Monday, June 2, 2008

Targeting Religion in Texas

Today a state district judge ordered that the more than 460 children who had been removed from a polygamist sect in Texas be returned to their families. The chief objects of official discussion so far have been, on the one hand, the imminence of child abuse and, on the other, parents' desire to be reunited with their children. Although the sensationalism of the idea that polygamy is alive and well today, in the twenty-first century, has fueled some of the national attention the case has received, religious liberty arguments against the state's actions seem so far to have lain mostly dormant. Yet there is good reason to believe that the state's justifications for acting may contravene the families' First Amendment right to the free exercise of religion.

In recent years, the Supreme Court has moved away from rigorously evaluating burdens placed upon individuals' free exercise of religion. Instead, in the 1990 case of Employment Division v. Smith, Justice Scalia explained that "neutral laws of general applicability" would be presumptively valid, even if they did impede a person's ability to engage in practices central to her religion. This rhetoric distinctly recalled the first religious liberty decisions, nineteenth-century cases involving Mormons' assertion of a right to engage in polygamy as part of their religion. In one of those cases, the 1878 decision in Reynolds v. United States, the Court insisted on the validity of general laws against bigamy, and maintained that permitting polygamy would violate the country's "law of social life." To the extent that Smith echoes Reynolds, then, it would not seem to encourage a religious liberty line of resistance to Texas' actions.

Even after Smith though, the Court has insisted that the state cannot single out practices for adverse consequences simply because they arise out of a belief of a particular religious group or religion as such. When a locality tried to restrict certain forms of animal sacrifice because a Santeria church had moved to town, the Court struck down the resulting ordinance in Church of the Lukumi Babalu Aye v. City of Hialeah, determining that it impermissibly targeted religion.

Texas' allegation that it was justified in removing hundreds of children from the ranch in question because they were being raised under an "umbrella of belief that having children at a young age is a blessing" suggests a similarly impermissible targeting of religious belief as well as practice. Although under the current legal regime individuals have little recourse against neutral laws of general applicability, they can assert rights against this kind of singling out of a religious community. While the U.S. Supreme Court, unlike other countries' legal systems, has been largely unwilling to protect religious beliefs and activities on a group basis, it has at least restricted the extent to which the government itself can target religious groups for adverse consequences.

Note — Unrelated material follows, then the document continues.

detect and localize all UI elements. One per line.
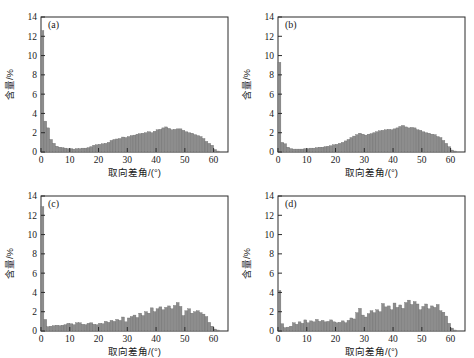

Furthermore, the Court suggested in Smith that it might still be willing to scrutinize more closely religious liberty claims that were brought in conjunction with other assertions of rights--the so-called "hybrid claimms" that Murad Hussain recently discussed in a Note in the Yale Law Journal. The classic example of such a case was that involving Amish parents' contention in Wisconsin v. Yoder that their children should be exempted from the requirement of attending public school past the eighth grade. Rehearsing the history of the Amish and citing the self-sufficiency of their community within the United States, the Court accepted the proposed arrangement. In that context, not only the parents' right to the free exercise of religion but also their fundamental right to raise their children as protected by the Fourteenth Amendment provided the constitutional support for the decision.

The parents at the Texas ranch could have raised similar arguments for the presence in their case of a hybrid claim in their case of religious liberty and parental autonomy. Not only has the state targeted their community for adverse consequences because of the presence of a "pervasive belief system"--what others might describe as religious doctrine--but the result of this targeting has been to curtail the rights of parents within the collectivity to raise their children without a specific showing of parental unfitness or an imminent harm facing the child.

While there may be very good reason for the state to intervene to protect some of the children being reared at the Texas ranch, the government's asserted grounds for acting suggest that it has impermissibly targeted religion. Asking the courts to decide this case based upon the parents' religious liberty claims might have been helpful, if only to illuminate how little we have actually progressed over the past century and a half in understanding the role of religion in our public sphere.